Show HN: I made a tool to port tweets to Bluesky mantaining their original date
Tool purpose, features, and gaps
- Ports tweets (including from downloaded archives) to Bluesky while preserving original dates; some link similar tools and competitors.
- Users request:
- Skipping video posts if they can’t be transferred cleanly.
- Mass-delete option after migration.
- Optional per-post suffix like “[Migrated from X]”.
- Some want support for replies/RTs and Mastodon/ActivityPub import as well.
Backdating posts and timestamp integrity
- Many are surprised Bluesky’s API allows arbitrary backdating.
- Concerns:
- Enables scams: fake “prediction” accounts for stocks, sports, lotteries.
- Undermines historical integrity and early platform history.
- Bluesky now shows both
createdAt(client) andindexedAt(first seen) and flags unverified dates, but older posts predate that mechanism. - Some developers note that any consumer of the “firehose” must treat timestamps as unreliable and sort by ingestion time or reject extreme dates.
Verification, impersonation, and proofs
- Worry: anyone could “migrate” someone else’s tweets and impersonate them.
- Proposed mitigations:
- Proving control of the original X account (challenge post).
- Using Twitter archives, Wayback Machine, or blockchain time-attestation / zk proofs as external evidence.
- Objections:
- Archives aren’t signed; can be fabricated.
- Twitter’s current API access is expensive/limited.
- Strong verification clashes with AT Protocol’s decentralized, self-hosted trust model.
AT Protocol design and decentralization debate
- Backdating is described as an intentional feature to support content portability and user-controlled repos (PDS).
- Discussion of:
- Separation of identity (DID / domain) from hosting (PDS) and indexing (AppView).
- Trade‑off: you can reorder/delete posts, but timestamps can’t be globally trusted.
- PDS operators effectively hold users’ signing keys unless users self-manage.
- Debate whether Bluesky is “sufficiently decentralized” vs practically dependent on a large, centralized AppView.
Bluesky vs Mastodon and other platforms
- Bluesky is seen as:
- More convenient (single main service, global search, algorithmic feeds).
- Having better identity portability than ActivityPub/Mastodon (where identity is tied to a server).
- More attractive to developers due to a stable, free API.
- Counterpoints:
- Mastodon is more decentralized but fragmented and harder for average users (instance choice, search, dead instances).
- Some argue ActivityPub could evolve comparable identity mechanisms but ecosystem migration is nontrivial.
Should we even migrate tweets?
- Split opinions:
- Some value historical/threaded content and treat Twitter as a blog they want to preserve.
- Others welcome a blank slate, see past tweets as “brain farts,” and have deleted archives or regularly purge posts.
- A few find the desire to carry everything over emotionally driven or excessive, while others liken it to migrating a blog between platforms.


# [What to do]
Look through the lines below; wherever the word "edge" appears, copy that line.

# [Input]
---------------

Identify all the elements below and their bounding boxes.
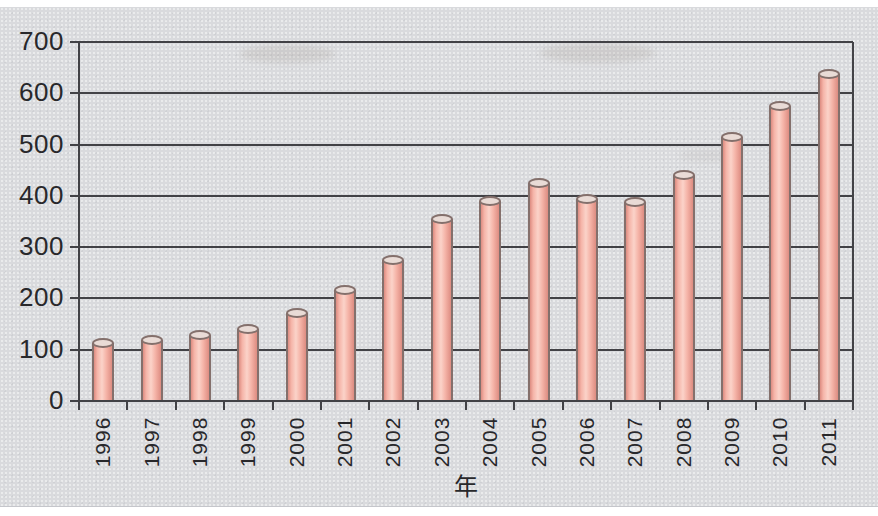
bar-2004 bbox=[479, 201, 501, 401]
bar-2003 bbox=[431, 219, 453, 401]
x-axis-tick bbox=[175, 402, 177, 410]
y-axis-tick-label: 500 bbox=[0, 128, 64, 159]
bar-2005 bbox=[528, 183, 550, 401]
grid-line-700 bbox=[79, 41, 853, 43]
bar-2001 bbox=[334, 290, 356, 401]
x-axis-tick bbox=[223, 402, 225, 410]
x-axis-tick-label: 1999 bbox=[236, 417, 260, 468]
x-axis-tick-label: 1996 bbox=[91, 417, 115, 468]
y-axis-tick-label: 700 bbox=[0, 26, 64, 57]
x-axis-tick-label: 2008 bbox=[672, 417, 696, 468]
bar-top-1999 bbox=[237, 324, 259, 334]
x-axis-tick bbox=[659, 402, 661, 410]
x-axis-tick-label: 2011 bbox=[817, 417, 841, 466]
x-axis-tick-label: 2009 bbox=[720, 417, 744, 468]
x-axis-tick-label: 1997 bbox=[140, 417, 164, 468]
y-axis-tick-label: 0 bbox=[0, 385, 64, 416]
y-axis-tick-label: 600 bbox=[0, 77, 64, 108]
bar-top-2003 bbox=[431, 214, 453, 224]
bar-1999 bbox=[237, 329, 259, 401]
y-axis-line bbox=[78, 42, 80, 402]
bar-2007 bbox=[624, 202, 646, 401]
x-axis-tick bbox=[755, 402, 757, 410]
x-axis-tick bbox=[610, 402, 612, 410]
x-axis-line bbox=[70, 400, 853, 402]
x-axis-tick bbox=[417, 402, 419, 410]
bar-1998 bbox=[189, 335, 211, 401]
x-axis-tick bbox=[513, 402, 515, 410]
bar-top-2011 bbox=[818, 69, 840, 79]
x-axis-tick bbox=[320, 402, 322, 410]
y-axis-tick-label: 400 bbox=[0, 180, 64, 211]
bar-2008 bbox=[673, 175, 695, 401]
x-axis-tick bbox=[272, 402, 274, 410]
grid-line-600 bbox=[79, 92, 853, 94]
y-axis-tick-label: 300 bbox=[0, 231, 64, 262]
bar-2002 bbox=[382, 260, 404, 401]
bar-1996 bbox=[92, 343, 114, 401]
bar-2011 bbox=[818, 74, 840, 401]
bar-1997 bbox=[141, 340, 163, 401]
x-axis-tick-label: 2002 bbox=[381, 417, 405, 468]
bar-top-2008 bbox=[673, 170, 695, 180]
x-axis-tick-label: 2004 bbox=[478, 417, 502, 468]
bar-top-2004 bbox=[479, 196, 501, 206]
x-axis-tick bbox=[126, 402, 128, 410]
bar-2009 bbox=[721, 137, 743, 401]
x-axis-tick bbox=[804, 402, 806, 410]
bar-2010 bbox=[769, 106, 791, 401]
x-axis-tick-label: 2010 bbox=[768, 417, 792, 468]
bar-2006 bbox=[576, 199, 598, 401]
bar-top-2006 bbox=[576, 194, 598, 204]
x-axis-tick-label: 2007 bbox=[623, 417, 647, 468]
x-axis-tick-label: 2006 bbox=[575, 417, 599, 468]
y-axis-tick-label: 200 bbox=[0, 282, 64, 313]
y-axis-tick-label: 100 bbox=[0, 334, 64, 365]
x-axis-tick-label: 2000 bbox=[285, 417, 309, 468]
x-axis-tick bbox=[852, 402, 854, 410]
bar-top-2005 bbox=[528, 178, 550, 188]
bar-2000 bbox=[286, 313, 308, 401]
x-axis-tick-label: 2005 bbox=[527, 417, 551, 468]
bar-top-2010 bbox=[769, 101, 791, 111]
bar-chart: 年 01002003004005006007001996199719981999… bbox=[0, 0, 878, 516]
x-axis-tick bbox=[562, 402, 564, 410]
x-axis-tick-label: 2001 bbox=[333, 417, 357, 468]
x-axis-tick bbox=[465, 402, 467, 410]
x-axis-tick bbox=[368, 402, 370, 410]
x-axis-title: 年 bbox=[454, 467, 478, 502]
scanned-page: 年 01002003004005006007001996199719981999… bbox=[0, 0, 878, 516]
x-axis-tick bbox=[707, 402, 709, 410]
x-axis-tick bbox=[78, 402, 80, 410]
x-axis-tick-label: 2003 bbox=[430, 417, 454, 468]
plot-right-border bbox=[852, 42, 854, 402]
x-axis-tick-label: 1998 bbox=[188, 417, 212, 468]
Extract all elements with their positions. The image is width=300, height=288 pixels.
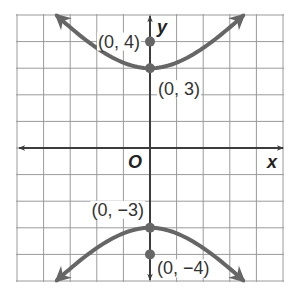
axes (19, 16, 283, 280)
point-label: (0, −4) (157, 258, 210, 278)
x-axis-label: x (266, 152, 278, 172)
point-label: (0, 4) (98, 32, 140, 52)
origin-label: O (128, 152, 142, 172)
point-label: (0, −3) (91, 200, 144, 220)
point-marker (145, 223, 155, 233)
point-marker (145, 63, 155, 73)
point-marker (145, 249, 155, 259)
point-marker (145, 37, 155, 47)
y-axis-label: y (156, 17, 168, 37)
point-label: (0, 3) (158, 79, 200, 99)
hyperbola-graph: x y O (0, 4)(0, 3)(0, −3)(0, −4) (0, 0, 300, 288)
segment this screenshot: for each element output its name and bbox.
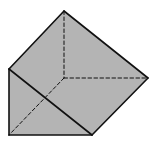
triangular-prism-diagram (0, 0, 161, 145)
prism-faces (9, 11, 148, 135)
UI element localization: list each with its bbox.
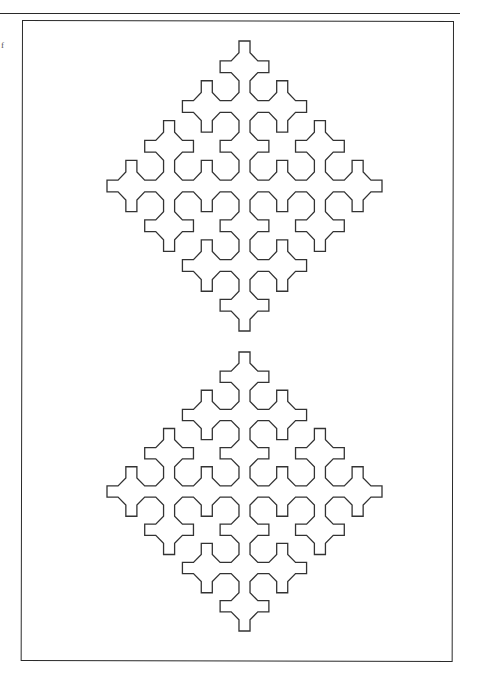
lower-sierpinski-curve <box>107 352 382 631</box>
sierpinski-curve-figure <box>0 0 479 685</box>
upper-sierpinski-curve <box>107 41 382 331</box>
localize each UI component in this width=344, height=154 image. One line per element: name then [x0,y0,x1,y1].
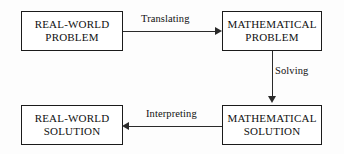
modelling-cycle-diagram: REAL-WORLD PROBLEM MATHEMATICAL PROBLEM … [0,0,344,154]
node-mathematical-problem-line1: MATHEMATICAL [227,18,316,32]
edge-label-solving: Solving [275,65,308,76]
edge-interpreting-line [128,126,222,127]
node-mathematical-solution-line1: MATHEMATICAL [227,112,316,126]
node-real-world-problem-line1: REAL-WORLD [35,18,110,32]
edge-translating-line [123,31,217,32]
node-mathematical-problem-line2: PROBLEM [245,31,298,45]
node-mathematical-solution-line2: SOLUTION [244,125,301,139]
edge-label-interpreting: Interpreting [146,108,197,119]
node-real-world-problem: REAL-WORLD PROBLEM [21,11,123,51]
node-real-world-solution-line2: SOLUTION [44,125,101,139]
node-real-world-solution-line1: REAL-WORLD [35,112,110,126]
node-mathematical-solution: MATHEMATICAL SOLUTION [222,105,322,145]
arrow-down-icon-solving [268,96,276,103]
node-real-world-solution: REAL-WORLD SOLUTION [21,105,123,145]
edge-solving-line [272,51,273,98]
arrow-right-icon-translating [215,27,222,35]
arrow-left-icon-interpreting [122,122,129,130]
node-real-world-problem-line2: PROBLEM [45,31,98,45]
edge-label-translating: Translating [141,13,190,24]
node-mathematical-problem: MATHEMATICAL PROBLEM [222,11,322,51]
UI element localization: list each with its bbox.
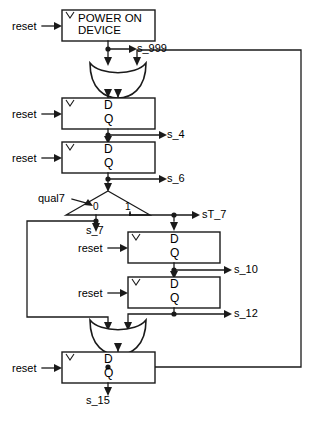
arrowhead-reset-ff-s10 [120, 244, 128, 252]
power-on-device-label-line1: POWER ON [78, 12, 154, 24]
wire-reset-to-ff-s6 [42, 154, 62, 162]
arrowhead-s6-label [159, 175, 167, 183]
arrowhead-s4-label [159, 131, 167, 139]
signal-label-s15: s_15 [86, 394, 110, 406]
schematic-svg [0, 0, 314, 421]
signal-label-sT7: sT_7 [202, 208, 226, 220]
input-label-reset-ff-s6: reset [12, 152, 36, 164]
input-label-reset-ff-s15: reset [12, 362, 36, 374]
arrowhead-s999-label [129, 45, 137, 53]
mux-port-1-label: 1 [125, 201, 131, 212]
input-label-reset-ff-s4: reset [12, 108, 36, 120]
ff-s15-q-label: Q [104, 367, 113, 380]
arrowhead-reset-ff-s6 [54, 154, 62, 162]
ff-s10-d-label: D [170, 233, 179, 246]
signal-label-s12: s_12 [234, 307, 258, 319]
arrowhead-s10-label [224, 266, 232, 274]
arrowhead-or-top-left-input [104, 57, 112, 66]
arrowhead-reset-ff-s4 [54, 110, 62, 118]
input-label-reset-ff-s10: reset [78, 242, 102, 254]
input-label-qual7: qual7 [38, 192, 65, 204]
input-label-reset-power-on: reset [12, 20, 36, 32]
arrowhead-s12-label [224, 310, 232, 318]
signal-label-s10: s_10 [234, 263, 258, 275]
signal-label-s4: s_4 [167, 128, 185, 140]
wire-s999 [104, 41, 137, 66]
ff-s12-q-label: Q [170, 292, 179, 305]
wire-s7-feedback [27, 221, 112, 331]
ff-s12-d-label: D [170, 278, 179, 291]
arrowhead-or-top-right-input [133, 57, 141, 66]
arrowhead-reset-ff-s12 [120, 289, 128, 297]
wire-reset-to-ff-s10 [108, 244, 128, 252]
ff-s4-q-label: Q [104, 113, 113, 126]
ff-s10-q-label: Q [170, 247, 179, 260]
arrowhead-ff-s10-d-input [170, 222, 178, 231]
wire-reset-to-ff-s15 [42, 364, 62, 372]
wire-s6 [104, 173, 167, 192]
ff-s6-d-label: D [104, 143, 113, 156]
input-label-reset-ff-s12: reset [78, 287, 102, 299]
arrowhead-reset-power-on [54, 22, 62, 30]
arrowhead-reset-ff-s15 [54, 364, 62, 372]
arrowhead-sT7-label [192, 211, 200, 219]
ff-s4-d-label: D [104, 99, 113, 112]
circuit-diagram-canvas: POWER ON DEVICE reset reset reset reset … [0, 0, 314, 421]
wire-reset-to-ff-s12 [108, 289, 128, 297]
wire-reset-to-power-on-device [42, 22, 62, 30]
signal-label-s7: s_7 [86, 224, 104, 236]
ff-s15-d-label: D [104, 353, 113, 366]
mux-qual7 [66, 191, 150, 215]
mux-port-0-label: 0 [93, 201, 99, 212]
wire-reset-to-ff-s4 [42, 110, 62, 118]
signal-label-s999: s_999 [137, 42, 167, 54]
signal-label-s6: s_6 [167, 172, 185, 184]
ff-s6-q-label: Q [104, 157, 113, 170]
power-on-device-label-line2: DEVICE [78, 24, 154, 36]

---------------

# [Solution to this task]
edge-label-solving: Solving [275,65,308,76]
edge-interpreting-line [128,126,222,127]
edge-translating-line [123,31,217,32]
edge-label-interpreting: Interpreting [146,108,197,119]
edge-solving-line [272,51,273,98]
edge-label-translating: Translating [141,13,190,24]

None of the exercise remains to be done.